TIME POOR

Time poor

Time-poor couple, first child born premature, and on the brink of divorce

Jeremy and Barbara had a big commitment to repair after four terrible years following their first-born son’s very premature birth. They had been in couple’s therapy for a year in Brisbane. They didn’t make the time to reach to the bottom of their negative interaction cycle. It had nearly destroyed their marriage. We unpacked and transformed the negative cycle stage by stage as it reappeared during a week-long intensive. They returned to a positive and self-regenerating cycle with renewed intimacy and hope. On two years follow up they were trying for their second child.

Jeremy is a hydro engineer who can be called out at short notice and work around the clock, far from home. Barbara, a choreographer, manages a performing arts business in Queensland. They are very different people with very different family and socio-economic backgrounds.

They were in a committed relationship for seven years but over the last two had not had any meaningful intimacy. Worse, mutual resentment about the lack of cuddles and sex stirred up ugly fights and denigrating comments with a regularity that was sickening them. They had had a fantastic sex life and they wanted it back. They described ‘fantastic’ as feeling themselves and the other totally present and alive in the moment with a deep sense of gratitude in the afterglow. That was a distant memory. They were now exhausted and at the end of their emotional resources.

They had been in couple’s therapy for a year with an excellent therapist. However, a significant shift in the core issue had not occurred. There never seemed enough time to get to the bottom of the issues and Jeremy’s work often broke the rhythm.

Their troubles had begun after the premature birth of a first child. Born at 24 weeks Tim was on the edge of life and death for many months. The workload had been all consuming for both and their extended family. Jeremy and Barbara both suffered post-natal depression. Touch and sex had just dried up. All their conversations were about managing day to day challenges.

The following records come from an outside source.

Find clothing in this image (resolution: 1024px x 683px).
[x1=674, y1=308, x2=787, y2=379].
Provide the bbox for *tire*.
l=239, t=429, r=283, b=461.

They considered giving up on the relationship altogether and decided to give it one last shot with a holiday centred around a couple’s retreat (not the movie). They discovered an old web page of mine describing the couple’s retreat I had thought about running from my home. I had given up on the idea and archived the page until these guys dug it out and asked if they could come to one.

The first days were confronting for both, having to work through as if from scratch, how to connect again. On the third day Jeremy looked different. He said his heart had opened again to the relationship. They were looking at each other softly, with fondness and admiration.

However, by the beginning of the fourth day of the intensive Jeremy was convinced he had wasted their time and money. He was back in the pits.

They had had a terrible night after the three previous mornings of challenging couple therapy. He couldn’t imagine another day without sex and feeling that he didn’t matter to her. She couldn’t imagine another minute without tender touch and always feeling his work came first. It had blown up after a fight about money. It was the old trigger for an old power struggle that hadn’t shifted in their previous therapy back home.

I was dismayed and my heart sunk with them but then I remembered the third day of retreats was often the worst. Remembering that I knew that as bad as it felt for them, I was sure they were going to make it – this was the storm that they had not had the time to unfold with awareness.

I helped them to soften the core issues feeding it, to get beneath the compelling, reactive emotions that drove it and into the calm after it passed. There is where the true connection and the deep longing they each had for the other resided. They mattered to one another at the core. There they had each other’s back. They connected at that level.

The transformation by the end of that fourth day was astounding. They were unblocked. They had reached a turning point where Jeremy asked that Barbara look at him, appreciate all that he does and let him know that he matters rather than finding fault with him. Barbara asked that he hold her when she panics in the same way he holds his friends and tell her ‘We can get through this together’ rather than do what he usually did – turn his back and walk away.

Both now found those easy things to promise as the requests had become disentangled from the accumulated debris of past disappointments.

They came in on day five looking like a young couple. They had been to the pits and had come back up to where they were before Tim was born. With that renewed confidence we spent the final day creatively working through all the issues and coming up with clear agreements. We finished with relapse prevention work.

We did a few skype follow ups. Two years later those changes have held good, and they were ready to try for number two child.